Western North Carolina has long been a home to those out-of-step with mainstream culture looking for land to settle on, and in many cases, live communally.
When I covered the area for public radio stations and later newspapers, you could stumble into Love Valley and environs in the ’80s and find ’60s hippies holed-up, still living a Back to the Land ethos, some engaged in the business of building and selling hot air balloons.
It was a testing ground for everybody who had an idea of living naturally — underground, earth-covered houses and geodesic domes that needed little or no heat or AC, gardens on your roof and the like.
And over Burnsville way, mountain man/prophet Joe Hollis carried on his 50 years-and-counting “experiment” in growing and gathering nature’s bounty of healing and nourishing herbs in Mountain Garden, an oasis of simple, off-the-grid living in nature.
Hollis took on apprentices and followers whom he taught to identify and use the sea of plants — native and local, Chinese herbs and others — he could name on sight — ginseng and sansai, wild mountain ramps and wasabi.
Asheville filmmaker Garrett Martin spent six months with Hollis, then in his 80s and in failing health, to document what he’s been doing since the early ’70s and his efforts to pass on what he’s learned, what he believes and what he’s built to a new generation.
Martin follows Hollis through the forest’s extended garden, past cabins and yurts and circular hillside bungalows inspired by yurts, pointing out “the plant that killed Abraham Lincoln’s mother,” the ginseng and ramps and everything else in his internet-famous “paradise garden.”
We meet apprentices and acolytes, many of whom have settled there, who heard of of Hollis’s “experiment” in living off the land in “the garden where everything you need is there for the taking” and gravitated there.
“The plant wizard” was obessed with ensuring that his “experiment” continue, and that like-minded followers know about this place so that they can come to it, learn from him and his extensive library and perhaps settle there or find some other piece of rural “paradise” to try this themselves.
The film captures Hollis preparing for his own death like the philosopher he was, consulting not hospice workers but those well read in the Tibetan Book of the Dead, with his followers scrambling to rebuild the garden’s library and garden after a devastating fire from a few years earlier as a final living tribute to the man.
We meet his ex wife and his son, watch ducks waddle through the forest and creeks and see one slaughtered for a meal.
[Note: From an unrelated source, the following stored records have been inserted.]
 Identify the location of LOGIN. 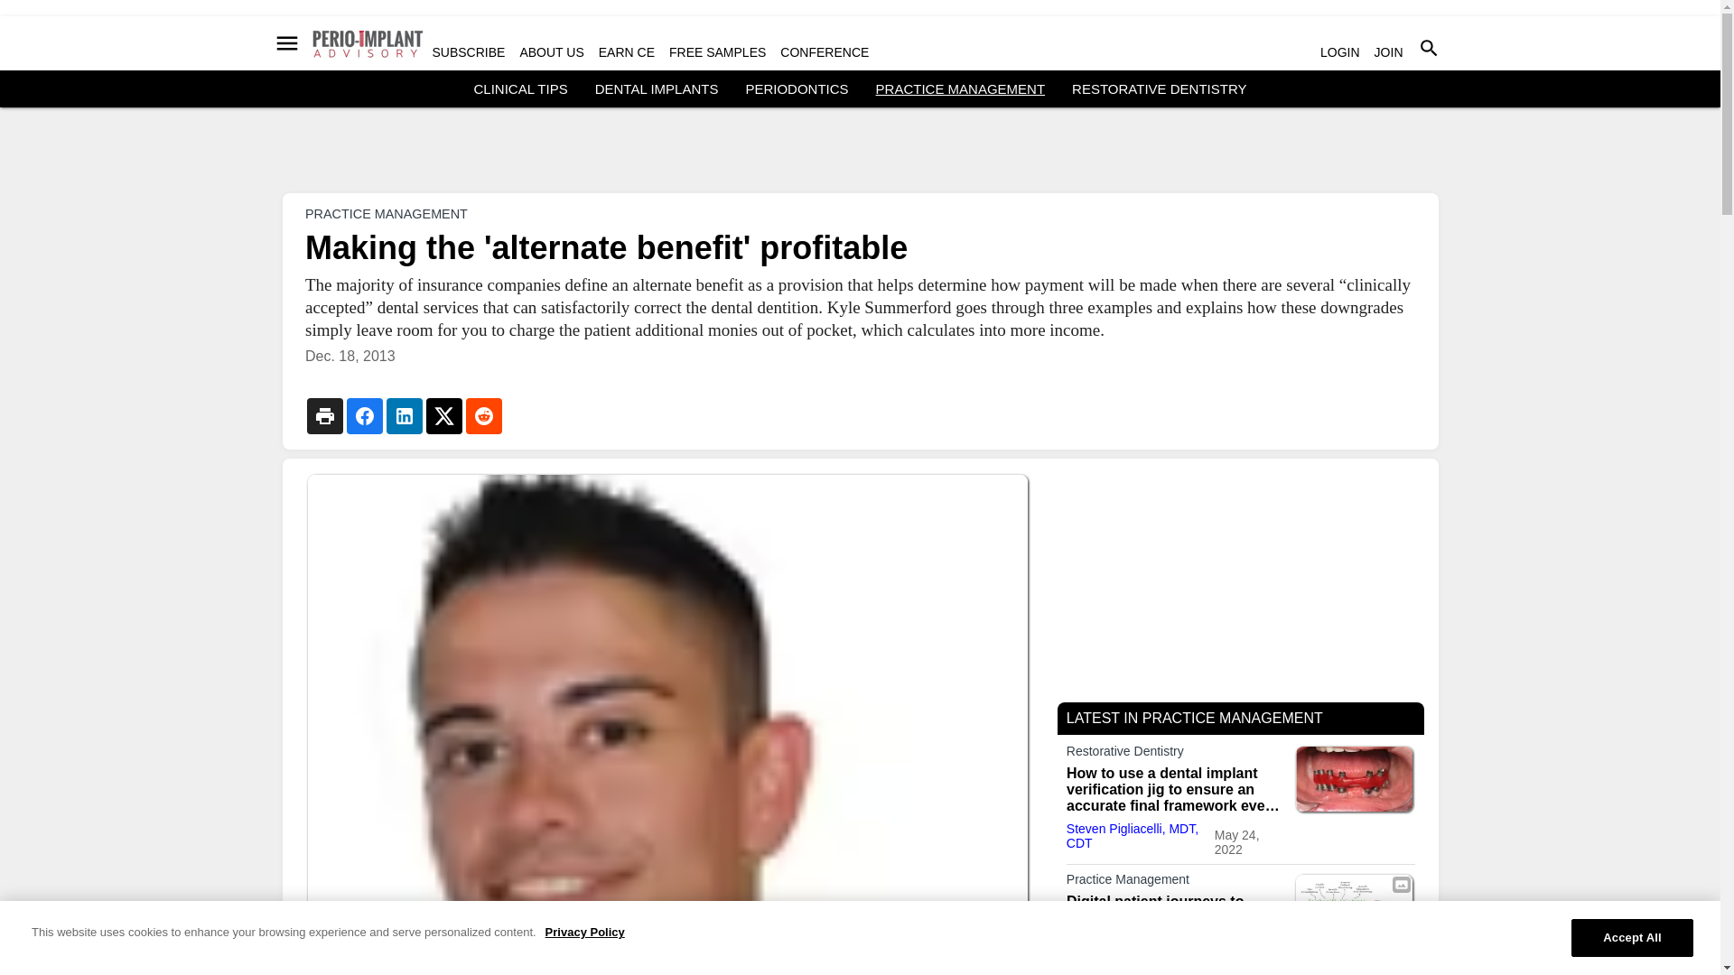
(1339, 51).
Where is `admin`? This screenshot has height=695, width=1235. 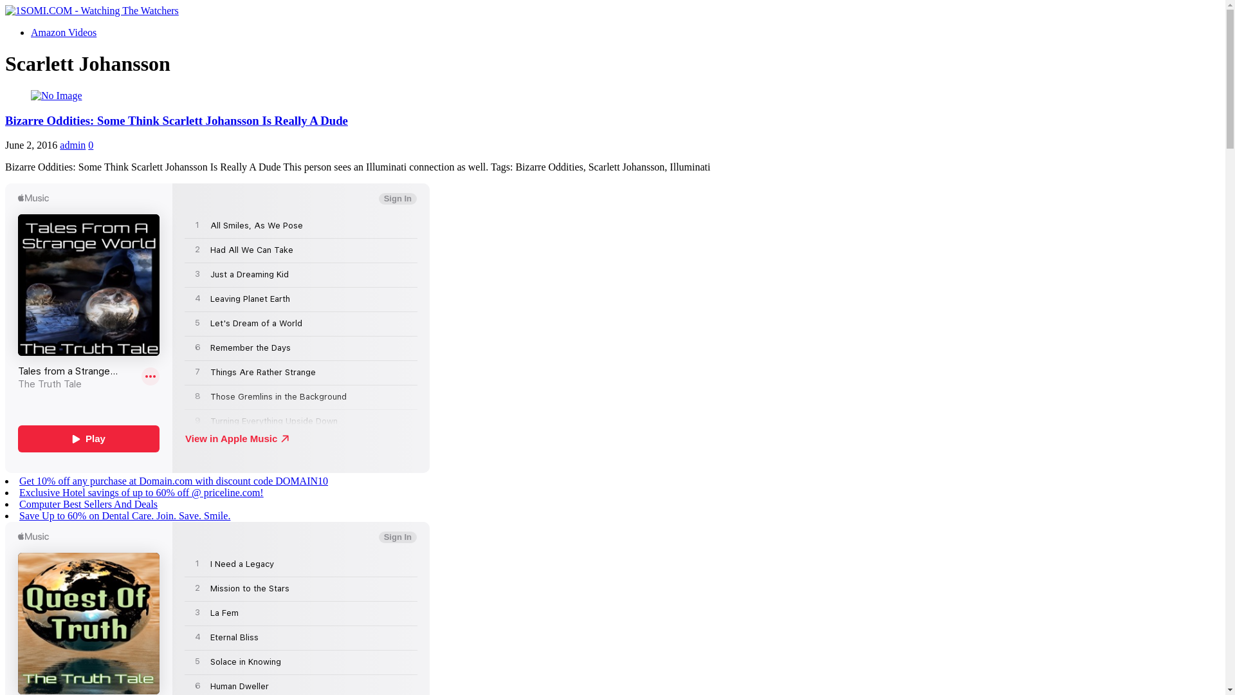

But the overview of life there lacks much in the way of practical application — details on which herbs he’s cultivating, hunting down and turning into “tinctures” and the like for this or that “natural” cure or treatment for what ails you.
Martin gets at the man’s philosophy, his message that humanity is using up and destroying what Gaia, the Earth, has to offer when living in harmony with nature is becoming more necessary by the moment. It’s the pragmatic details — not just “How do you poop?” — but the power grid (Solar?), the diet, means of making the limited money you need there and the like that this brief, touching and sometimes poetic documentary lacks.
Rating: unrated
Cast: Joe Hollis
Credits: Garret Martin. A Gravitas Ventures release on Amazon.